Abstract

This article examines the representation of Indian spaces in the 1830s/1840s travel writing of Emily Eden, sister of the Governor-General of India, and the ways in which these representations shape a fictional 'journey' into Victorian middle-class suburbia in her 1859 novel The Semi-Detached House. Eden's letters home set up an opposition between Indian spaces as essentially public and intrusive, and her remembered English spaces as the secure locations of private selfhood. However, this opposition is challenged by the theatricality of imperial ritual, which turns all spaces into stages of one form or another.
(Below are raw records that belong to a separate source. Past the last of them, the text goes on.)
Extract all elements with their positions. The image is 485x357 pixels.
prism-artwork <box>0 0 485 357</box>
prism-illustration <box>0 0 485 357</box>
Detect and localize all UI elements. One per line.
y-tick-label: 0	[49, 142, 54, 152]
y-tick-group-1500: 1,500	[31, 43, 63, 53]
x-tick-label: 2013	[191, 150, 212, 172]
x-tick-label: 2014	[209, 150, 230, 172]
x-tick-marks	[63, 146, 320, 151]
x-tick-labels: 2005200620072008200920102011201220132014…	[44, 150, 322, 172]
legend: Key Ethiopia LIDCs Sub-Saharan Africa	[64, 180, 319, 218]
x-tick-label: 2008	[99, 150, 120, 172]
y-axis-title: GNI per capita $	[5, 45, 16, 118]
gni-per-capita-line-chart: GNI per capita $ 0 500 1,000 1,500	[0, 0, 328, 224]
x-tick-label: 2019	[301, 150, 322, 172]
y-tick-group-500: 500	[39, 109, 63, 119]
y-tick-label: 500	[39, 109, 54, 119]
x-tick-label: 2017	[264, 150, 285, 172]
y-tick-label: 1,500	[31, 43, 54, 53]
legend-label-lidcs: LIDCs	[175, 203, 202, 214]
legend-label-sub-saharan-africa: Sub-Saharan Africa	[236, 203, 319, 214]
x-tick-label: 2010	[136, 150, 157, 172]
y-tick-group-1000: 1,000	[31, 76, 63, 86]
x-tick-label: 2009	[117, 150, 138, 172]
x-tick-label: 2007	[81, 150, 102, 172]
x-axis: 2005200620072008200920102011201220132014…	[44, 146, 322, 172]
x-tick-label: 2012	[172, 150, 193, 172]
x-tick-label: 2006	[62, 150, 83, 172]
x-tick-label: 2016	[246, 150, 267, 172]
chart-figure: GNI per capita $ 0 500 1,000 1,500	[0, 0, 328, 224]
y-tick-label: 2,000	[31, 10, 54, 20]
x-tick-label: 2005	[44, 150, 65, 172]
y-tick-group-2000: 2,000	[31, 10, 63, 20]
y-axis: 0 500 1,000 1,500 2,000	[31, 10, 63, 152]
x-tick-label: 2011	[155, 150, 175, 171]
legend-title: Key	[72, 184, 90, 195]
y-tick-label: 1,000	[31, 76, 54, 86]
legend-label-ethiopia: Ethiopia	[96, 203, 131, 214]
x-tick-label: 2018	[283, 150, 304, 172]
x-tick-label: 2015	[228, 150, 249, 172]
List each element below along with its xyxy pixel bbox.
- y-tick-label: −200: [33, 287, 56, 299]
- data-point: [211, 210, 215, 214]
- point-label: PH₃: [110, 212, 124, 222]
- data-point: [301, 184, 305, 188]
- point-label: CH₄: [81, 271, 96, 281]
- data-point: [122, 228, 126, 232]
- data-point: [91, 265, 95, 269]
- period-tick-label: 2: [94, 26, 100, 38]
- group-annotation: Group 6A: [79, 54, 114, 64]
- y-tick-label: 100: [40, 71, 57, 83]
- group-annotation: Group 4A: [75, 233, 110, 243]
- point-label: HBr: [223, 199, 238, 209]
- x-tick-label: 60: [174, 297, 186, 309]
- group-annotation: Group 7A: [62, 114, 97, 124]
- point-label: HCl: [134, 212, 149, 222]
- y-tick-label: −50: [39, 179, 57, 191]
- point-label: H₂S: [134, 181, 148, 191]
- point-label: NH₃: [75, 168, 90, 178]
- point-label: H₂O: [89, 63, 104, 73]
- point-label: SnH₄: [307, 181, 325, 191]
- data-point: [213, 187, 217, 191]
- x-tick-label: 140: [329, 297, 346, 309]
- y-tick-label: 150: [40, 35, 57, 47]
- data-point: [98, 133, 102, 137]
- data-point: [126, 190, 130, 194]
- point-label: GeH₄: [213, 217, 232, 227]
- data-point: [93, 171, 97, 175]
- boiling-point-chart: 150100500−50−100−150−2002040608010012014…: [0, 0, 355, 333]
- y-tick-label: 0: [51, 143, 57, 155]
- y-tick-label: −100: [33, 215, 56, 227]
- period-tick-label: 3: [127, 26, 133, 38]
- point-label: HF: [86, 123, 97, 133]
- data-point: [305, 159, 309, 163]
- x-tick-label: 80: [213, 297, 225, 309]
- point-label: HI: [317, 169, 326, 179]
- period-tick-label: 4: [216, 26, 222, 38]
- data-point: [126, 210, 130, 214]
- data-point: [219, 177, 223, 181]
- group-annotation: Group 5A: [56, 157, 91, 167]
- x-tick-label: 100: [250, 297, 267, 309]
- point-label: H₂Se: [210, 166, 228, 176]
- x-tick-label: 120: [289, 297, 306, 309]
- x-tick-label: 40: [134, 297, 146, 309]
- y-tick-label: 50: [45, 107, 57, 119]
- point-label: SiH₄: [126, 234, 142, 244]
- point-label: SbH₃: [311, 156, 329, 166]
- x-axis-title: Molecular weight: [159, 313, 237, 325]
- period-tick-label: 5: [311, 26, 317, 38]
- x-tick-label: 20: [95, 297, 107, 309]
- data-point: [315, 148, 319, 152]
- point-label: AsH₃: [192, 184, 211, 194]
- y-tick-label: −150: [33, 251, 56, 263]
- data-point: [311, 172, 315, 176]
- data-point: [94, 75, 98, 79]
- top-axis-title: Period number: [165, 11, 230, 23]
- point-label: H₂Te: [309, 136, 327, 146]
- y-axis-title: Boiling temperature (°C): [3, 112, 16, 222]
These experiences inform Eden's fictional depiction of London suburbia, nearly twenty years later. The tropes of her travel writing are invoked to characterise a journey across class spaces, as the aristocratic protagonists of The Semi-Detached House venture into suburbia and encounter a different form of 'alien other': their bourgeois neighbours. A narrative of cross-class reconciliation ensues, whose apparent security is, however, undercut by the parallels between imperial ritual and bourgeois suburbia's staging of intimate family life.

Full Text
Paper version not known

Talk to us

Join us for a 30 min session where you can share your feedback and ask us any queries you have

Schedule a call

Disclaimer: All third-party content on this website/platform is and will remain the property of their respective owners and is provided on "as is" basis without any warranties, express or implied. Use of third-party content does not indicate any affiliation, sponsorship with or endorsement by them. Any references to third-party content is to identify the corresponding services and shall be considered fair use under The CopyrightLaw.